The rats have gnawed our public finances, so who will bell the cat?

Daniel K. Kalinaki

What you need to know:

  • But how are we to explain a supplementary budget request to pay for hosting guests at the President’s swearing-in? Was it a snap election? 

The appointment of the amiable Ramathan Ggoobi as the top mandarin at the Finance Ministry earlier this year was received with widespread excitement and interest. For many years, Ram wrote a column in the tiny Sunrise newspaper that combined common sense arguments with rational economic theory for the attention of the powers-that-be.
 Few people read the column – not in protest, mind, but by dint of the newspaper’s miniscule circulation – but Ram’s arguments would soon find wider audiences on the speaking circuit, and on Twitter. Thus his appointment as Permanent Secretary and Secretary to the Treasury, raised expectations, which the passage of time will eventually bring into relief.  

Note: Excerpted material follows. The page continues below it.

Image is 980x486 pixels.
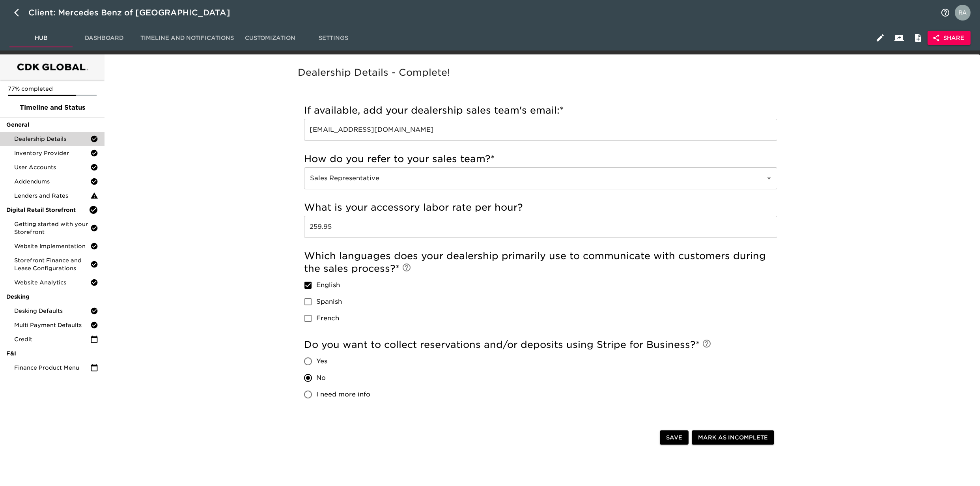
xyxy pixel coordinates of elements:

It is perhaps still early days and your columnist has not had an opportunity to hear or assess Ram’s first-100 days plan. But the enormity of the task ahead of Mr Ggoobi has been laid bare by the leak, online, of a request from his ministry for a supplementary budget. Before we get into the details, let’s explain the budget landscape.
In years gone by, the budget was a closely guarded secret whose details were pored over at the Finance ministry by middle-aged technocrats dressed in ill-fitting suits. Their slicing and dicing of the national cake was mostly done opaquely and quietly, the silence broken by a word here and there, the crunching of a beef samosa between long-serving civil service jaws, or the slurping of a mug of African tea, spiced. 

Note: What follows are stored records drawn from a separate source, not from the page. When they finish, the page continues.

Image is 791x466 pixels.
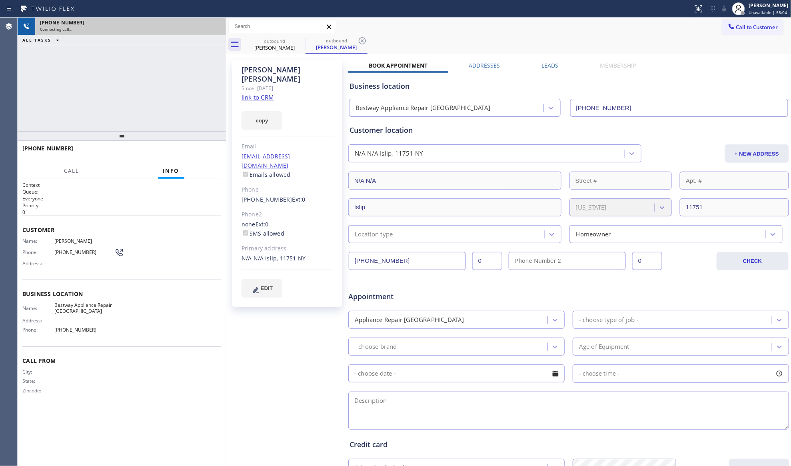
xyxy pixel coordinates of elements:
div: Bestway Appliance Repair [GEOGRAPHIC_DATA] [355,104,490,113]
a: [EMAIL_ADDRESS][DOMAIN_NAME] [241,152,290,169]
div: [PERSON_NAME] [306,44,367,51]
button: EDIT [241,279,282,297]
span: Call to Customer [736,24,778,31]
div: Primary address [241,244,333,253]
input: ZIP [680,198,788,216]
span: Connecting call… [40,26,72,32]
div: Homeowner [576,229,611,239]
div: Raymond Mills [306,36,367,53]
div: N/A N/A Islip, 11751 NY [355,149,423,158]
input: Phone Number [570,99,788,117]
button: ALL TASKS [18,35,67,45]
span: Bestway Appliance Repair [GEOGRAPHIC_DATA] [54,302,114,314]
h2: Priority: [22,202,221,209]
span: [PHONE_NUMBER] [54,249,114,255]
label: Book Appointment [369,62,427,69]
span: [PHONE_NUMBER] [22,144,73,152]
span: [PHONE_NUMBER] [40,19,84,26]
span: [PHONE_NUMBER] [54,327,114,333]
input: Search [229,20,336,33]
span: Appointment [348,291,494,302]
div: Phone [241,185,333,194]
input: SMS allowed [243,230,248,235]
span: Phone: [22,327,54,333]
div: [PERSON_NAME] [749,2,788,9]
p: 0 [22,209,221,215]
input: Emails allowed [243,172,248,177]
div: - choose brand - [355,342,401,351]
div: Since: [DATE] [241,84,333,93]
button: copy [241,111,282,130]
div: outbound [306,38,367,44]
div: Raymond Mills [244,36,305,54]
a: [PHONE_NUMBER] [241,196,292,203]
label: Emails allowed [241,171,291,178]
button: Call to Customer [722,20,783,35]
span: Address: [22,260,54,266]
label: SMS allowed [241,229,284,237]
span: Phone: [22,249,54,255]
div: outbound [244,38,305,44]
span: Ext: 0 [255,220,269,228]
div: - choose type of job - [579,315,638,324]
span: ALL TASKS [22,37,51,43]
input: Phone Number [349,252,466,270]
span: [PERSON_NAME] [54,238,114,244]
button: CHECK [716,252,788,270]
h2: Queue: [22,188,221,195]
button: + NEW ADDRESS [725,144,789,163]
input: Address [348,172,561,190]
input: Ext. 2 [632,252,662,270]
p: Everyone [22,195,221,202]
div: N/A N/A Islip, 11751 NY [241,254,333,263]
div: Appliance Repair [GEOGRAPHIC_DATA] [355,315,464,324]
button: Mute [718,3,730,14]
div: Customer location [349,125,788,136]
input: Apt. # [680,172,788,190]
span: Call From [22,357,221,364]
span: EDIT [261,285,273,291]
span: Address: [22,317,54,323]
div: none [241,220,333,238]
div: [PERSON_NAME] [244,44,305,51]
div: Business location [349,81,788,92]
span: City: [22,369,54,375]
div: Phone2 [241,210,333,219]
span: Name: [22,305,54,311]
div: Credit card [349,439,788,450]
h1: Context [22,182,221,188]
label: Addresses [469,62,500,69]
input: Street # [569,172,672,190]
span: Unavailable | 55:04 [749,10,787,15]
a: link to CRM [241,93,274,101]
button: Call [60,163,84,179]
span: Customer [22,226,221,233]
label: Leads [542,62,559,69]
span: Info [163,167,180,174]
span: - choose time - [579,369,620,377]
div: Email [241,142,333,151]
span: Call [64,167,80,174]
div: [PERSON_NAME] [PERSON_NAME] [241,65,333,84]
input: City [348,198,561,216]
span: Zipcode: [22,387,54,393]
input: Phone Number 2 [509,252,626,270]
span: Name: [22,238,54,244]
span: Business location [22,290,221,297]
span: State: [22,378,54,384]
label: Membership [600,62,636,69]
span: Ext: 0 [292,196,305,203]
div: Age of Equipment [579,342,629,351]
button: Info [158,163,184,179]
div: Location type [355,229,393,239]
input: - choose date - [348,364,565,382]
input: Ext. [472,252,502,270]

 The results of their labours – the budget, not the potbellies – would be revealed on Budget Day with a speech full of secrets and surprises. That all changed a few years ago with reforms designed to make the budget process more predictable and transparent. 
 Most of it now happens in the open, with the government’s spending plan presented several months before to allow Parliament and other interest groups weigh in and defend or define their needs. This predictability and transparency is meant to take the drama out of the process and avoid surprises.

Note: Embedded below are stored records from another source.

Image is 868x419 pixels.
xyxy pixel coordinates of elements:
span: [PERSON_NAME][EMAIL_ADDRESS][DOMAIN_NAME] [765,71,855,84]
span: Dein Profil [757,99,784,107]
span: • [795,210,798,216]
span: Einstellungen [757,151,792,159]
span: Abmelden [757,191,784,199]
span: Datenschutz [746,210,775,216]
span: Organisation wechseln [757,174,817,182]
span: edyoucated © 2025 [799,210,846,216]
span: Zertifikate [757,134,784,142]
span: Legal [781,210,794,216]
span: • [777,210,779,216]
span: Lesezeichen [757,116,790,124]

 That’s the theory. In practice, this reformed budget-making process is increasingly becoming a performative tipping of the hat to process and pesky donors or a perfunctory visit to the confession booth on Sunday morning before a return to weekday life of petty crime.
 The budget is drawn up, read, then ripped up. Within weeks of every new financial year starting in July requests for supplementary budgets are then presented for approval, sometimes for expenditures that have already been incurred. It is understandable if these are emergency and unforeseen expenditures – an outbreak of disease, fire, an earthquake or same such.

 But how are we to explain a supplementary budget request to pay for hosting guests at the President’s swearing-in? Was it a snap election? Did someone decide at the last minute to throw a surprise swearing-in party?
 What operational shortfalls have befallen our gallant men and women in the UPDF to require an additional Shs400 billion within two months of the new financial year? Did we start a war against aliens on Mars that we have not been informed about?
 And how can a country where millions are reeling from the economic effects of the pandemic, and where teachers were promised a yet-to-be-delivered relief fund of Shs20 billion, believe the best use of its money is to spend eight billion on vehicles for senior presidential advisers?  

 Why the hell does the Minister of State for Economic Monitoring need a car worth Shs550 million – enough to pay the monthly salary of more than a thousand teachers? What happened to the old vehicle? Wouldn’t they be able to monitor the economy or advise the President if they went around in Uber or Japanese cars that cost a third of that? And why is State House spending Shs50 billion on manufacturing vaccines? 

 One of the first things the new PS/ST promised to do was to explore why many multinationals are failing and upping stakes from the economy. He might want to spend more time looking inside the public finance architecture and performance of the budget. Simply put, we are a poor country that spends money it does not have, to buy things we do not need, to impress or reward people who do not care or matter.
 The rats have gnawed through our public finances. The question is whether the new man at the helm – or anyone – has the mettle to bell the cat. 
Mr Kalinaki is a journalist and  poor man’s freedom fighter.